Navigating Dynamically Unknown Environments Leveraging past Experience

Sterling Mcleod1, Jing Xiao2

  • 1University of North Carolina at Charlotte
  • 2WPI

Details

10:45 - 12:00 | Mon 20 May | Room 220 POD 01 | MoA1-01.5

Session: Robot Learning I - 1.1.01

Abstract

To enable autonomous robot navigation among unknown dynamic obstacles, a real-time adaptive motion planner (RAMP) plans the robot motion online based on sensing the environment as the robot moves with sensors mounted on the robot. However, the sensed environmental data from the robot’s local view is usually incomplete due to occlusions from obstacles and limited sensing range. This paper incorporates learning about the environment into the RAMP framework by leveraging the Hilbert Maps framework to generate a probabilistic model of occupancy of the unknown dynamic environment based on past observations. Utilizing this probabilistic model enables RAMP to reason about trajectory fitness when sensing information is partial and incomplete. This allows the RAMP robot to take advantage of what it has experienced from being in the dynamic environment before to inform its subsequent executions even though the dynamic environment changes in unknown ways. The effectiveness of incorporating such learned probabilistic data into RAMP is shown in both simulation and real experiments.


** Directions for this task **
Images are to be excluded, and the rest of the data repeated exactly.

** Data for this exercise **
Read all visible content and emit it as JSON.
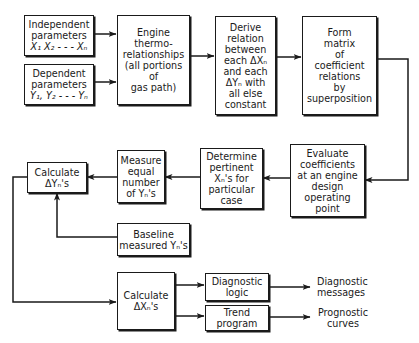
{
  "diagram": {
    "type": "flowchart",
    "boxes": {
      "independent": {
        "lines": [
          "Independent",
          "parameters",
          "X₁ X₂ - - - Xₙ"
        ]
      },
      "dependent": {
        "lines": [
          "Dependent",
          "parameters",
          "Y₁, Y₂ - - - Yₙ"
        ]
      },
      "engine": {
        "lines": [
          "Engine",
          "thermo-",
          "relationships",
          "(all portions",
          "of",
          "gas path)"
        ]
      },
      "derive": {
        "lines": [
          "Derive",
          "relation",
          "between",
          "each ΔXₙ",
          "and each",
          "ΔYₙ with",
          "all else",
          "constant"
        ]
      },
      "matrix": {
        "lines": [
          "Form",
          "matrix",
          "of",
          "coefficient",
          "relations",
          "by",
          "superposition"
        ]
      },
      "evaluate": {
        "lines": [
          "Evaluate",
          "coefficients",
          "at an engine",
          "design",
          "operating",
          "point"
        ]
      },
      "determine": {
        "lines": [
          "Determine",
          "pertinent",
          "Xₙ's for",
          "particular",
          "case"
        ]
      },
      "measure": {
        "lines": [
          "Measure",
          "equal",
          "number",
          "of Yₙ's"
        ]
      },
      "calc_dy": {
        "lines": [
          "Calculate",
          "ΔYₙ's"
        ]
      },
      "baseline": {
        "lines": [
          "Baseline",
          "measured Yₙ's"
        ]
      },
      "calc_dx": {
        "lines": [
          "Calculate",
          "ΔXₙ's"
        ]
      },
      "diag_logic": {
        "lines": [
          "Diagnostic",
          "logic"
        ]
      },
      "trend": {
        "lines": [
          "Trend",
          "program"
        ]
      }
    },
    "outputs": {
      "diag_messages": {
        "lines": [
          "Diagnostic",
          "messages"
        ]
      },
      "prognostic": {
        "lines": [
          "Prognostic",
          "curves"
        ]
      }
    },
    "edges": [
      [
        "independent",
        "engine"
      ],
      [
        "dependent",
        "engine"
      ],
      [
        "engine",
        "derive"
      ],
      [
        "derive",
        "matrix"
      ],
      [
        "matrix",
        "evaluate"
      ],
      [
        "evaluate",
        "determine"
      ],
      [
        "determine",
        "measure"
      ],
      [
        "measure",
        "calc_dy"
      ],
      [
        "baseline",
        "calc_dy"
      ],
      [
        "calc_dy",
        "calc_dx"
      ],
      [
        "calc_dx",
        "diag_logic"
      ],
      [
        "calc_dx",
        "trend"
      ],
      [
        "diag_logic",
        "diag_messages"
      ],
      [
        "trend",
        "prognostic"
      ]
    ]
  }
}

** Problem solution **
Read all visible content and emit it as JSON.
{
  "diagram": {
    "type": "flowchart",
    "boxes": {
      "independent": {
        "lines": [
          "Independent",
          "parameters",
          "X₁ X₂ - - - Xₙ"
        ]
      },
      "dependent": {
        "lines": [
          "Dependent",
          "parameters",
          "Y₁, Y₂ - - - Yₙ"
        ]
      },
      "engine": {
        "lines": [
          "Engine",
          "thermo-",
          "relationships",
          "(all portions",
          "of",
          "gas path)"
        ]
      },
      "derive": {
        "lines": [
          "Derive",
          "relation",
          "between",
          "each ΔXₙ",
          "and each",
          "ΔYₙ with",
          "all else",
          "constant"
        ]
      },
      "matrix": {
        "lines": [
          "Form",
          "matrix",
          "of",
          "coefficient",
          "relations",
          "by",
          "superposition"
        ]
      },
      "evaluate": {
        "lines": [
          "Evaluate",
          "coefficients",
          "at an engine",
          "design",
          "operating",
          "point"
        ]
      },
      "determine": {
        "lines": [
          "Determine",
          "pertinent",
          "Xₙ's for",
          "particular",
          "case"
        ]
      },
      "measure": {
        "lines": [
          "Measure",
          "equal",
          "number",
          "of Yₙ's"
        ]
      },
      "calc_dy": {
        "lines": [
          "Calculate",
          "ΔYₙ's"
        ]
      },
      "baseline": {
        "lines": [
          "Baseline",
          "measured Yₙ's"
        ]
      },
      "calc_dx": {
        "lines": [
          "Calculate",
          "ΔXₙ's"
        ]
      },
      "diag_logic": {
        "lines": [
          "Diagnostic",
          "logic"
        ]
      },
      "trend": {
        "lines": [
          "Trend",
          "program"
        ]
      }
    },
    "outputs": {
      "diag_messages": {
        "lines": [
          "Diagnostic",
          "messages"
        ]
      },
      "prognostic": {
        "lines": [
          "Prognostic",
          "curves"
        ]
      }
    },
    "edges": [
      [
        "independent",
        "engine"
      ],
      [
        "dependent",
        "engine"
      ],
      [
        "engine",
        "derive"
      ],
      [
        "derive",
        "matrix"
      ],
      [
        "matrix",
        "evaluate"
      ],
      [
        "evaluate",
        "determine"
      ],
      [
        "determine",
        "measure"
      ],
      [
        "measure",
        "calc_dy"
      ],
      [
        "baseline",
        "calc_dy"
      ],
      [
        "calc_dy",
        "calc_dx"
      ],
      [
        "calc_dx",
        "diag_logic"
      ],
      [
        "calc_dx",
        "trend"
      ],
      [
        "diag_logic",
        "diag_messages"
      ],
      [
        "trend",
        "prognostic"
      ]
    ]
  }
}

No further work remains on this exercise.